Over the next 50 years we are going to identify many more planets outside our solar system, and, I believe, our conception of the forms life can take will also change.

These telescopes with unprecedented power will allow us to probe the chemical make-up of the atmospheres of these exoplanets. We may find unusual results such as spikes of chemicals that we weren't expecting. Maybe we’ll see spikes of silicon compounds, indicating silicon-based life forms, for example. Flowing methane and pools of methane have been identified on Titan, one of Saturn’s moons. It makes me wonder whether a form of life could be based on liquid methane. Some of the creatures we have found on the bottom of the ocean floor use thermal energy from the centre of the Earth rather than sunlight. This variant on life and the other possibilities being looked at lead me to believe we may need to extend our notion of where alien life might be found.

Returning to the Drake Equation, let’s assume as our best guess that life develops on 0.5% of planets. I think most alien life will be in the form of a gooey soup of single-celled organisms and that multi-celled intelligent life only occurs on a few planets because more steps are needed to get there. Let’s say that 1% of extra-terrestrial life forms are intelligent. At this point it might be prudent to consider whether we are talking about friends or foes. Stephen Hawking once said that we shouldn't be sending signals out into space because if there are life forms that are more advanced than us out there it might not be wise to tell them where we are. I don’t believe we should be worried. If they are very intelligent I don’t know what we have that they would want enough to attack us. We do have water on Earth but if they are travelling halfway across the galaxy to find us they’ll bump into plenty of water on the way. They will probably see us as we see ants – oddities that are perhaps worthy of study.

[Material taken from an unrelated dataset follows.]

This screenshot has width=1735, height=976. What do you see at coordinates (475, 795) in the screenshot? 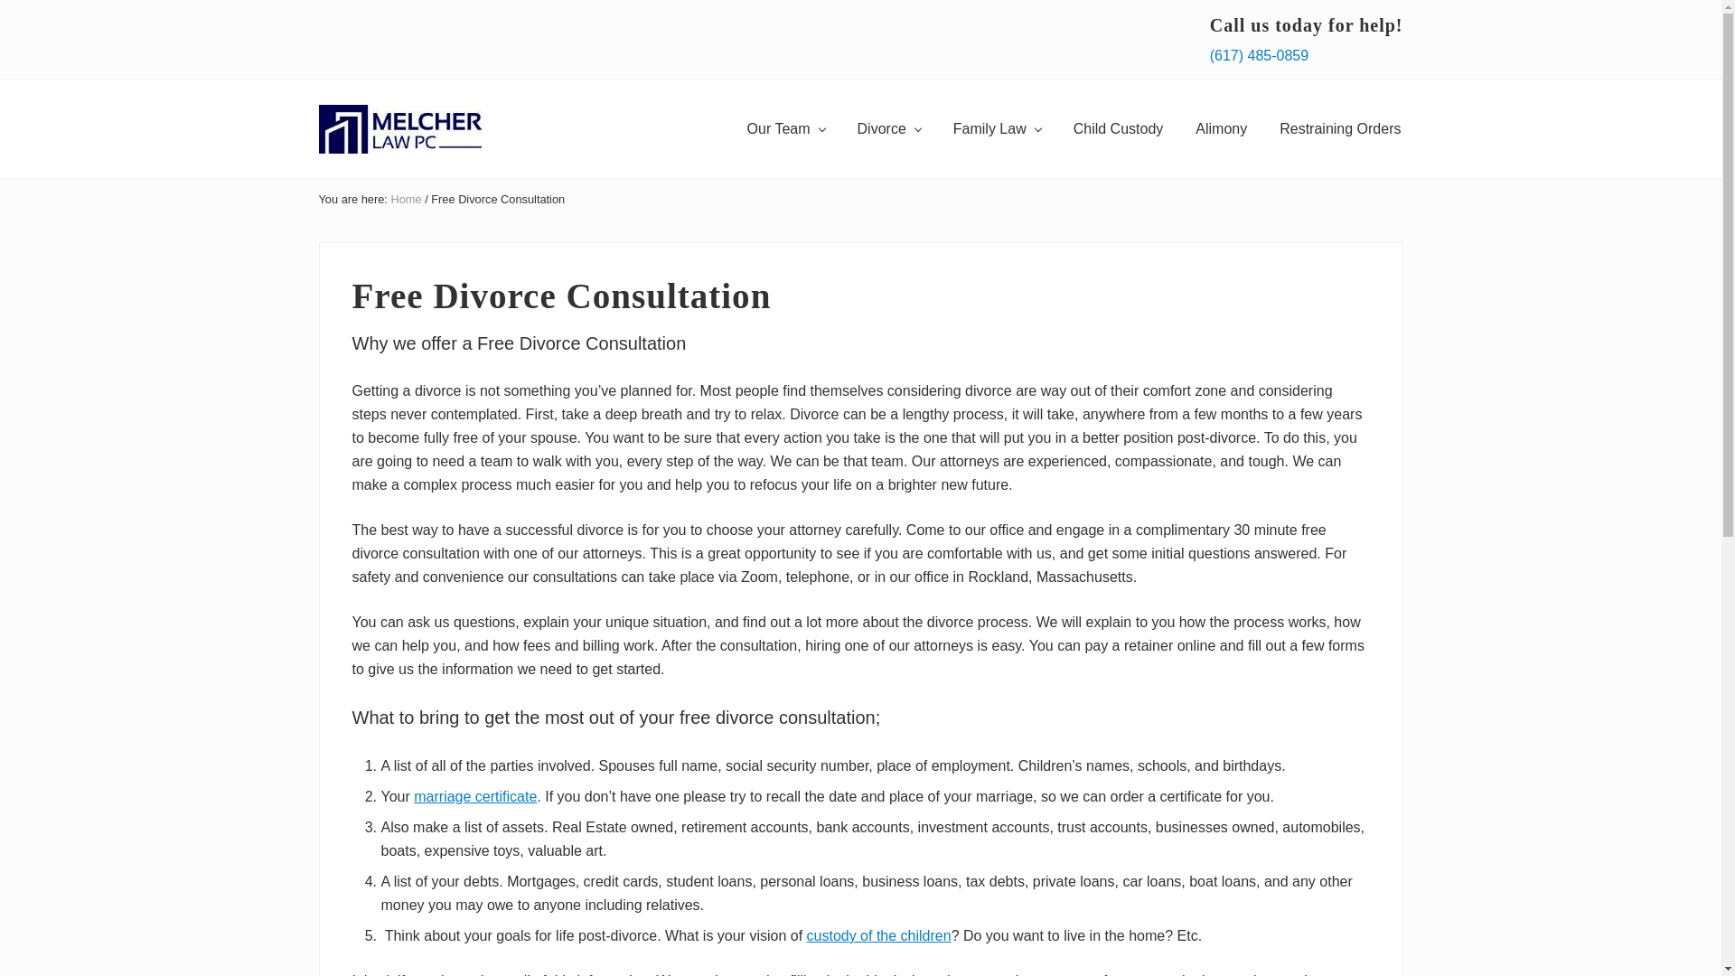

Having decided we do want to contact or be contacted by alien life, we have to multiply our remaining 8 million intelligent life forms by 5%, the fraction I estimate will have developed the technological capability to communicate. But if our intelligent aliens existed only during the time of the dinosaurs on Earth, it’s not much good to us, so we must also multiply by 0.001% to get to the proportion which coincide in time with us. This leaves us with an estimate of four intelligent alien civilisations in our galaxy with the means to communicate and overlapping in time with humans.

Nevertheless there remains a very big problem. Communicating across the galaxy is challenging. The Voyager 1 spacecraft, which is carrying a recording of greetings from Earth in different languages, has been travelling through the solar system since the 1970s and has only just made it into deep space. To get to our nearest neighbouring star, Proxima Centauri, would take it 76,000 years.

Even if we were able to develop technology to allow us to travel at the speed of light, which we are nowhere near doing, the journey would take 4.2 years, and most other stars are much further away. If one of our four alien civilisations is on the other side of the galaxy then it would take millions of years just for electromagnetic signals to travel that distance, and by then they may be too weak to be detectable. 

The notion that we constitute the only little spike of life in the universe is a lonely one, and humans seem to have a natural urge to want there to be other life out there. Perhaps we can take comfort from the likelihood that there are all sorts of weird and wonderful other life forms out there. However the way the maths stacks up, those who like a flutter are probably better off backing horses of the traditional rather than the extra-terrestrial variety.